I just read Bram Moolenaar’s Seven habits of effective text editing I think his three basic steps are great:

  1. While you are editing, keep an eye out for actions you repeat and/or spend quite a bit of time on.
  2. Find out if there is an editor command that will do this action quicker. Read the documentation, ask a friend, or look at how others do this.
  3. Train using the command. Do this until your fingers type it without thinking.

I imagine there is a similarly awesome checklist on how to optimize code. This post is a collection of some of the commands I use to speed up my workflow.

Emacs

Reload settings without restarting

After modifying emacs settings in ~/.emacs.d/ one can load these changings without restarting emacs with

M-x load-file ~/.emacs.d/init.el

This speeds up emacs customization dramatically.

Org Mode

Pull up this week’s agenda:

C-c a a

Switch to only tasks scheduled for today:

d

Clock in / clock out.

Finish.


How do I change when something is scheduled?

C-c C-s         org-schedule

How do I find tasks that haven’t been scheduled?

C-c a u

With an org file open use M-x describe-bindings to see shortcuts available. Here is a quick reference of bindings I think are important.

C-c $           org-archive-subtree
C-c C-w         org-refile

“A: urgent and important; B: of moderate urgency or importance; or C: pretty much optional…Use the , key to set your tasks’ priorities.”

Custom Views

C-c a c
M-x customize-option org-agenda-custom-commands

Python

Run a single test case

To speed up the edit-test-fix cycle, it is nice to run a single test with nose:

nosetests tests:TestUser

bash

Search command history quickly

Create ~/.inputrc and fill it with this:

"\e[A": history-search-backward
"\e[B": history-search-forward
set show-all-if-ambiguous on
set completion-ignore-case on

This allows you to search through your history using the up and down arrows … i.e. type “cd /” and press the up arrow and you’ll search through everything in your history that starts with “cd /”.

Copied from Jude Robinson.

Search and replace over multiple files

find -name "AGG_STORE*.do" -print | xargs sed -i "s/use transactions_raw\([0-9]\).dta/insheet using transactions_raw\1.csv/g"
find -name "AGG_STORE*.do" -print | xargs sed -i "s/using transactions_raw/using ..\/..\/csvs\/transactions_raw/g"
find -name "AGG_STORE*.do" -print | xargs sed -i "/! gunzip transactions_raw[0-9].dta.gz;/d" AGG_STORE1.do | more

Mount samba share

sudo mount -t smbfs //research/amarder /media/research -o username=amarder,uid=1000

Git

I forked a Git repository, edits were made to the original repo, how do I merge those edits into my fork? Check out stackoverflow.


[Required action] Go through the material under this sentence. Return every line holding "RECOVERY".

*** Opening Data section ***

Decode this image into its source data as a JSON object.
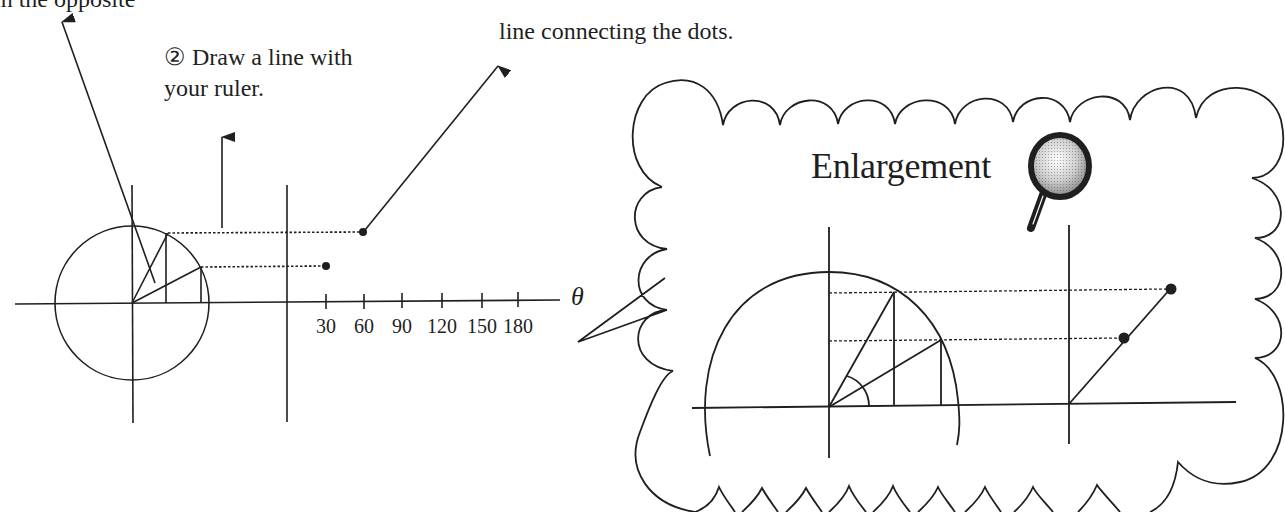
{
  "texts": {
    "top_left_cut": "in the opposite",
    "top_right": "line connecting the dots.",
    "step2_line1": "② Draw a line with",
    "step2_line2": "your ruler.",
    "enlargement_title": "Enlargement",
    "theta_label": "θ"
  },
  "axis": {
    "ticks": [
      {
        "label": "30",
        "x": 326
      },
      {
        "label": "60",
        "x": 364
      },
      {
        "label": "90",
        "x": 402
      },
      {
        "label": "120",
        "x": 442
      },
      {
        "label": "150",
        "x": 482
      },
      {
        "label": "180",
        "x": 518
      }
    ]
  },
  "left_diagram": {
    "circle": {
      "cx": 132,
      "cy": 303,
      "r": 77
    },
    "angles_deg": [
      30,
      60
    ],
    "plotted_points": [
      {
        "theta": 30,
        "x": 326,
        "y": 266
      },
      {
        "theta": 60,
        "x": 364,
        "y": 232
      }
    ]
  },
  "enlargement": {
    "plotted_points": [
      {
        "x": 1124,
        "y": 338
      },
      {
        "x": 1170,
        "y": 289
      }
    ]
  },
  "icons": {
    "magnifier": "magnifying-glass-icon"
  },
  "colors": {
    "stroke": "#1f1f1f",
    "background": "#ffffff"
  }
}
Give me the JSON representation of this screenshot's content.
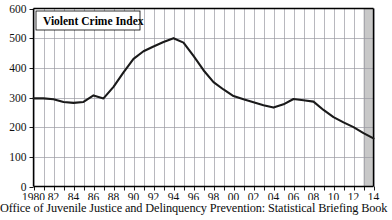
{
  "caption": "Office of Juvenile Justice and Delinquency Prevention: Statistical Briefing Book",
  "legend": {
    "label": "Violent Crime Index"
  },
  "colors": {
    "line": "#1a1a1a",
    "axis": "#000000",
    "grid": "#9a9aa2",
    "shaded_band": "#c8c8c8",
    "background": "#ffffff",
    "text": "#000000"
  },
  "chart_data": {
    "type": "line",
    "title": "Violent Crime Index",
    "xlabel": "",
    "ylabel": "",
    "xlim": [
      1980,
      2014
    ],
    "ylim": [
      0,
      600
    ],
    "yticks": [
      0,
      100,
      200,
      300,
      400,
      500,
      600
    ],
    "ytick_labels": [
      "0",
      "100",
      "200",
      "300",
      "400",
      "500",
      "600"
    ],
    "xticks": [
      1980,
      1981,
      1982,
      1983,
      1984,
      1985,
      1986,
      1987,
      1988,
      1989,
      1990,
      1991,
      1992,
      1993,
      1994,
      1995,
      1996,
      1997,
      1998,
      1999,
      2000,
      2001,
      2002,
      2003,
      2004,
      2005,
      2006,
      2007,
      2008,
      2009,
      2010,
      2011,
      2012,
      2013,
      2014
    ],
    "xtick_labels": [
      "1980",
      "",
      "82",
      "",
      "84",
      "",
      "86",
      "",
      "88",
      "",
      "90",
      "",
      "92",
      "",
      "94",
      "",
      "96",
      "",
      "98",
      "",
      "00",
      "",
      "02",
      "",
      "04",
      "",
      "06",
      "",
      "08",
      "",
      "10",
      "",
      "12",
      "",
      "14"
    ],
    "grid": true,
    "grid_axis": "both",
    "legend_position": "top-left-inside",
    "shaded_region": {
      "x_start": 2013,
      "x_end": 2014,
      "note": "gray band at right edge"
    },
    "series": [
      {
        "name": "Violent Crime Index",
        "x": [
          1980,
          1981,
          1982,
          1983,
          1984,
          1985,
          1986,
          1987,
          1988,
          1989,
          1990,
          1991,
          1992,
          1993,
          1994,
          1995,
          1996,
          1997,
          1998,
          1999,
          2000,
          2001,
          2002,
          2003,
          2004,
          2005,
          2006,
          2007,
          2008,
          2009,
          2010,
          2011,
          2012,
          2013,
          2014
        ],
        "values": [
          297,
          297,
          294,
          285,
          282,
          285,
          307,
          297,
          336,
          385,
          430,
          456,
          472,
          487,
          500,
          485,
          440,
          392,
          352,
          327,
          305,
          294,
          284,
          274,
          266,
          277,
          295,
          291,
          286,
          258,
          234,
          216,
          200,
          180,
          162
        ]
      }
    ]
  }
}
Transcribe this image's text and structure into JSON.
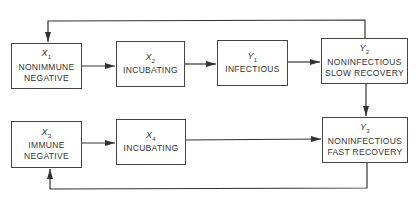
{
  "diagram": {
    "type": "state-transition",
    "nodes": [
      {
        "id": "x1",
        "symbol": "X",
        "sub": "1",
        "line1": "NONIMMUNE",
        "line2": "NEGATIVE"
      },
      {
        "id": "x2",
        "symbol": "X",
        "sub": "2",
        "line1": "INCUBATING",
        "line2": ""
      },
      {
        "id": "y1",
        "symbol": "Y",
        "sub": "1",
        "line1": "INFECTIOUS",
        "line2": ""
      },
      {
        "id": "y2",
        "symbol": "Y",
        "sub": "2",
        "line1": "NONINFECTIOUS",
        "line2": "SLOW RECOVERY"
      },
      {
        "id": "x3",
        "symbol": "X",
        "sub": "3",
        "line1": "IMMUNE",
        "line2": "NEGATIVE"
      },
      {
        "id": "x4",
        "symbol": "X",
        "sub": "4",
        "line1": "INCUBATING",
        "line2": ""
      },
      {
        "id": "y3",
        "symbol": "Y",
        "sub": "3",
        "line1": "NONINFECTIOUS",
        "line2": "FAST RECOVERY"
      }
    ],
    "edges": [
      {
        "from": "x1",
        "to": "x2"
      },
      {
        "from": "x2",
        "to": "y1"
      },
      {
        "from": "y1",
        "to": "y2"
      },
      {
        "from": "y2",
        "to": "x1"
      },
      {
        "from": "y2",
        "to": "y3"
      },
      {
        "from": "x3",
        "to": "x4"
      },
      {
        "from": "x4",
        "to": "y3"
      },
      {
        "from": "y3",
        "to": "x3"
      }
    ],
    "colors": {
      "line": "#333333",
      "border": "#444444",
      "text": "#333333"
    }
  }
}
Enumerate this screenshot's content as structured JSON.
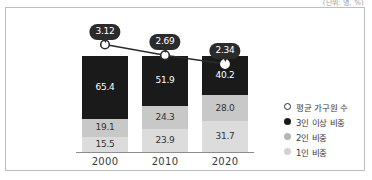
{
  "caption": {
    "unit": "(단위: 명, %)"
  },
  "chart_data": {
    "type": "bar",
    "title": "",
    "subtitle": "",
    "xlabel": "",
    "ylabel": "",
    "ylim": [
      0,
      100
    ],
    "grid": false,
    "legend_position": "right",
    "stacked": true,
    "categories": [
      "2000",
      "2010",
      "2020"
    ],
    "series": [
      {
        "name": "3인 이상 비중",
        "color": "#1a1a1a",
        "values": [
          65.4,
          51.9,
          40.2
        ]
      },
      {
        "name": "2인 비중",
        "color": "#c8c8c8",
        "values": [
          19.1,
          24.3,
          28.0
        ]
      },
      {
        "name": "1인 비중",
        "color": "#dcdcdc",
        "values": [
          15.5,
          23.9,
          31.7
        ]
      }
    ],
    "line_series": {
      "name": "평균 가구원 수",
      "values": [
        3.12,
        2.69,
        2.34
      ],
      "labels": [
        "3.12",
        "2.69",
        "2.34"
      ],
      "marker": "hollow-circle",
      "line_color": "#2b2b2b"
    }
  },
  "legend": {
    "items": [
      {
        "label": "평균 가구원 수",
        "marker": "hollow-circle-marker"
      },
      {
        "label": "3인 이상 비중",
        "marker": "black-dot-marker"
      },
      {
        "label": "2인 비중",
        "marker": "gray-dot-marker"
      },
      {
        "label": "1인 비중",
        "marker": "light-gray-dot-marker"
      }
    ]
  },
  "bars": [
    {
      "year": "2000",
      "segments": [
        {
          "key": "three",
          "value": "65.4"
        },
        {
          "key": "two",
          "value": "19.1"
        },
        {
          "key": "one",
          "value": "15.5"
        }
      ],
      "bubble": "3.12"
    },
    {
      "year": "2010",
      "segments": [
        {
          "key": "three",
          "value": "51.9"
        },
        {
          "key": "two",
          "value": "24.3"
        },
        {
          "key": "one",
          "value": "23.9"
        }
      ],
      "bubble": "2.69"
    },
    {
      "year": "2020",
      "segments": [
        {
          "key": "three",
          "value": "40.2"
        },
        {
          "key": "two",
          "value": "28.0"
        },
        {
          "key": "one",
          "value": "31.7"
        }
      ],
      "bubble": "2.34"
    }
  ]
}
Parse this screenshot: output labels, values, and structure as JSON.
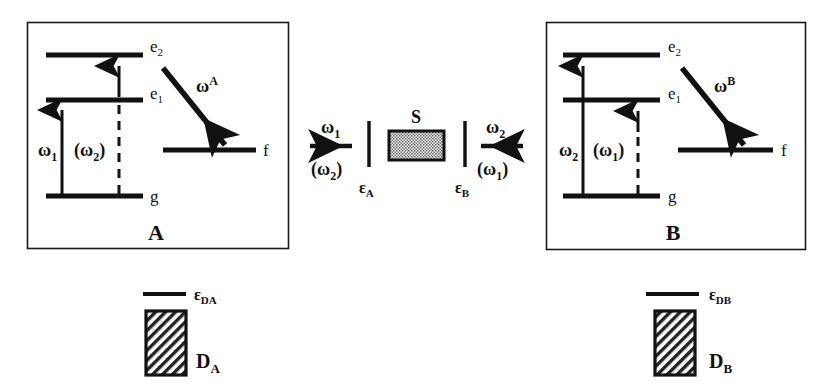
{
  "figure": {
    "background_color": "#ffffff",
    "ink_color": "#111111",
    "width": 827,
    "height": 388
  },
  "panel_a": {
    "panel_label": "A",
    "levels": [
      {
        "id": "e2",
        "label": "e",
        "sub": "2"
      },
      {
        "id": "e1",
        "label": "e",
        "sub": "1"
      },
      {
        "id": "f",
        "label": "f",
        "sub": ""
      },
      {
        "id": "g",
        "label": "g",
        "sub": ""
      }
    ],
    "transitions": [
      {
        "id": "omega1",
        "label": "ω",
        "sub": "1",
        "sup": "",
        "style": "solid",
        "from": "g",
        "to": "e1",
        "note": "absorption g to e1"
      },
      {
        "id": "omega2p",
        "label": "(ω",
        "sub": "2",
        "sup": "",
        "close": ")",
        "style": "dashed",
        "from": "g",
        "to": "e1",
        "note": "alternate absorption, parenthesized"
      },
      {
        "id": "omega_up_e2",
        "label": "",
        "sub": "",
        "sup": "",
        "style": "solid",
        "from": "e1",
        "to": "e2",
        "note": "short upward arrow e1 to e2"
      },
      {
        "id": "omegaA",
        "label": "ω",
        "sub": "",
        "sup": "A",
        "style": "thick-diagonal",
        "from": "e2",
        "to": "f",
        "note": "emitted photon omega superscript A"
      }
    ]
  },
  "panel_b": {
    "panel_label": "B",
    "levels": [
      {
        "id": "e2",
        "label": "e",
        "sub": "2"
      },
      {
        "id": "e1",
        "label": "e",
        "sub": "1"
      },
      {
        "id": "f",
        "label": "f",
        "sub": ""
      },
      {
        "id": "g",
        "label": "g",
        "sub": ""
      }
    ],
    "transitions": [
      {
        "id": "omega2",
        "label": "ω",
        "sub": "2",
        "sup": "",
        "style": "solid",
        "from": "g",
        "to": "e2",
        "note": "absorption g to e2"
      },
      {
        "id": "omega1p",
        "label": "(ω",
        "sub": "1",
        "sup": "",
        "close": ")",
        "style": "dashed",
        "from": "g",
        "to": "e1",
        "note": "alternate absorption, parenthesized"
      },
      {
        "id": "omegaB",
        "label": "ω",
        "sub": "",
        "sup": "B",
        "style": "thick-diagonal",
        "from": "e2",
        "to": "f",
        "note": "emitted photon omega superscript B"
      }
    ]
  },
  "source": {
    "label": "S",
    "left_beam": {
      "primary": "ω",
      "primary_sub": "1",
      "alternate_open": "(ω",
      "alternate_sub": "2",
      "alternate_close": ")",
      "direction": "left"
    },
    "right_beam": {
      "primary": "ω",
      "primary_sub": "2",
      "alternate_open": "(ω",
      "alternate_sub": "1",
      "alternate_close": ")",
      "direction": "right"
    },
    "aperture_left": {
      "label": "ε",
      "sub": "A"
    },
    "aperture_right": {
      "label": "ε",
      "sub": "B"
    }
  },
  "detectors": [
    {
      "id": "da",
      "slit_label": "ε",
      "slit_sub": "DA",
      "box_label": "D",
      "box_sub": "A"
    },
    {
      "id": "db",
      "slit_label": "ε",
      "slit_sub": "DB",
      "box_label": "D",
      "box_sub": "B"
    }
  ]
}
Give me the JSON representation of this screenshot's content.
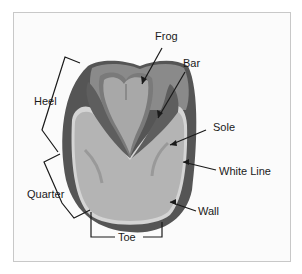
{
  "diagram": {
    "labels": {
      "frog": "Frog",
      "bar": "Bar",
      "sole": "Sole",
      "white_line": "White Line",
      "wall": "Wall",
      "heel": "Heel",
      "quarter": "Quarter",
      "toe": "Toe"
    },
    "colors": {
      "background": "#fbfbfb",
      "frame_border": "#c8c8c8",
      "wall": "#555555",
      "heel_bulb": "#8a8a8a",
      "bar": "#5e5e5e",
      "sole": "#b4b4b4",
      "frog": "#a8a8a8",
      "frog_outline": "#7a7a7a",
      "white_line": "#d4d4d4",
      "lines": "#1a1a1a"
    }
  }
}
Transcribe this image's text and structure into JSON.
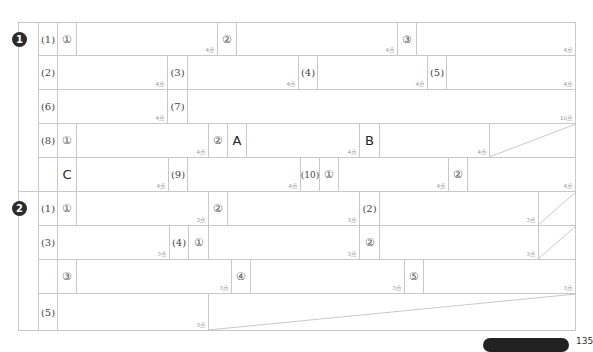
{
  "sections": [
    {
      "number": "1",
      "icon": "section-1-badge"
    },
    {
      "number": "2",
      "icon": "section-2-badge"
    }
  ],
  "labels": {
    "q1": "(1)",
    "q2": "(2)",
    "q3": "(3)",
    "q4": "(4)",
    "q5": "(5)",
    "q6": "(6)",
    "q7": "(7)",
    "q8": "(8)",
    "q9": "(9)",
    "q10": "(10)",
    "c1": "①",
    "c2": "②",
    "c3": "③",
    "c4": "④",
    "c5": "⑤",
    "A": "A",
    "B": "B",
    "C": "C"
  },
  "points": {
    "p4": "4点",
    "p3": "3点",
    "p10": "10点"
  },
  "footer": {
    "badge_text": "",
    "page_text": "135"
  }
}
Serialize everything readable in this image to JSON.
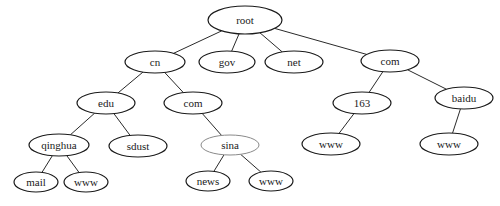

*** Closing Data section ***

[Response for this exercise]
        "line2": "SLOW RECOVERY"
        "line2": "FAST RECOVERY"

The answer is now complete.